At the beginning of her career, Louella Parsons, a journalist, said of her, “She is refreshingly unaffected…hasn’t any secrets from the world, she trusts everyone…she is almost too good to be true.”  She certainly was.  Once she came to Hollywood, she ran wild.

“My life in Hollywood contained plenty of uproar.  I’m sorry for a lot of it, but not awfully sorry.  I never did anything to hurt anyone else.  I made a place for myself on the screen and you can’t do that by being Mrs. Alcott’s idea of a Little Woman.”

One early director said of her, “She was mad and crazy, but what a personality!”  She turned flappers from being hated to being loved due to her child-like innocence (which is a trait both men and women love, and it’s a Fascinating Womanhood trait, but for her it was just an act). 

Likewise, in the book Mantrap, her character was a bad person, but she turned the character into “just a flirt.” 

In the movie It Girl she was vivacious, saucy, funny, smart, and real.  An MGM exec said she was “the greatest emotional actress on the screen.”  She was sentimental, simple, child-like, and sweet.  All of which are Fascinating traits.

When “talkies” came in she transitioned, but she didn’t like it. 

“You lose a lot of your cuteness,” she said, “because there’s no chance for action.”

Her nerves became shot and she began to take sedatives.  By the 1940s she began showing signs of mental illness, schizophrenia, and chronic insomnia.  In her 40’s she attempted suicide.  In 1965 she died of a heart attack at age 60.

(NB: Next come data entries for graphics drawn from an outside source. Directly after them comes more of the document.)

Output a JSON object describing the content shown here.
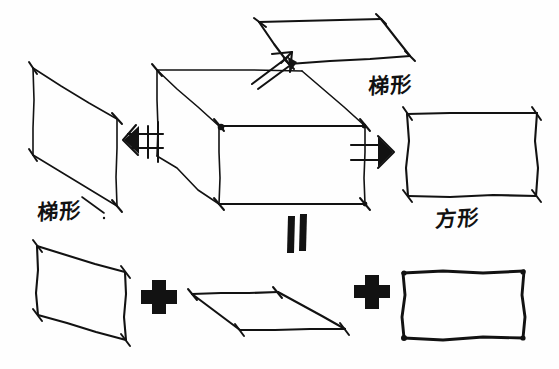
{
  "canvas": {
    "width": 559,
    "height": 369,
    "background_color": "#ffffff",
    "ink_color": "#121212",
    "medium": "hand-drawn pen sketch"
  },
  "labels": {
    "top_right_trapezoid": "梯形",
    "left_trapezoid": "梯形",
    "right_square": "方形"
  },
  "operators": {
    "plus_left": "+",
    "plus_right": "+",
    "equals_vertical": "=",
    "arrow_left": "left-double-arrow",
    "arrow_right": "right-double-arrow",
    "arrow_up": "up-right-arrow"
  },
  "shapes": {
    "top_parallelogram": {
      "name": "top-face-parallelogram",
      "label": "梯形",
      "points": "260,22 380,18 410,57 288,64"
    },
    "left_trapezoid_exploded": {
      "name": "left-face-trapezoid",
      "label": "梯形",
      "points": "32,68 116,118 116,205 32,155"
    },
    "right_rectangle_exploded": {
      "name": "right-face-square",
      "label": "方形",
      "points": "407,113 537,113 537,196 407,196"
    },
    "cube": {
      "name": "central-3d-box",
      "front_face": "218,125 364,125 364,203 218,203",
      "top_back_edge": "157,70 302,70",
      "left_back_edge": "157,70 157,155",
      "top_face": "157,70 302,70 364,125 218,125",
      "left_face": "157,70 218,125 218,203 157,155"
    },
    "bottom_trapezoid": {
      "name": "result-trapezoid",
      "points": "37,246 125,272 125,340 37,315"
    },
    "bottom_parallelogram": {
      "name": "result-parallelogram",
      "points": "192,294 277,293 345,328 240,330"
    },
    "bottom_rectangle": {
      "name": "result-square",
      "points": "403,272 524,272 524,338 403,338"
    }
  },
  "equation": {
    "description": "3D box decomposes into trapezoid + parallelogram + square",
    "terms": [
      "梯形",
      "梯形",
      "方形"
    ],
    "operator_sequence": [
      "=",
      "+",
      "+"
    ]
  }
}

Clara Bow’s acting skills are the reason we see flappers today in a good light, instead of how they were viewed by society in general.

Clara was also able to portray on the screen many of the facets of the Fascinating Woman that are alluring to men.

Her real life scandals, however, prove that her fascinating ways were only an act.  Her later mental illness caused her to isolate and become estranged from her husband.

She was the original “It” girl, but overall, she lamented that she had a miserable life.

Surprisingly, in the 1935 version of the transcribed pamphlets by Cynthia Berenger (affiliated link), the Preface changes the word “flapper” to “debutante!”  Since debutantes are supposed to exhibit lady-like behavior at all times, this word cannot possibly be a fit for the same sentence:  “In no respect were these conditions more deplorable than as they found expression in the flapper (debutante), with her seeming disregard of all the social conventions that her elders had held sacred.  She was the target for anathema, ridicule, and reprehension from the press, pulpit, and private individuals.  Her flippancy, her immodesty of speech, dress and deportment, her sacrilegious and supercilious disrespect have all been decried…”

We know that debutantes did not disregard social conventions that her elders held sacred, and she certainly was not a target of anathema from the press or pulpit.  Debutantes were neither flippant nor immodest, nor disrespectful.  Someone, somewhere, changed that word, probably as a joke.  I’ve no idea how many versions of the pamphlets were printed and if the error was ever caught.

In fact, many words, I noticed, were omitted or changed in the 1935 Preface, when I compared it to the 1922 original version, but at least the changes made sense.  So, if you bought the 1935 version, be sure to change the word “debutante” back to “flapper.”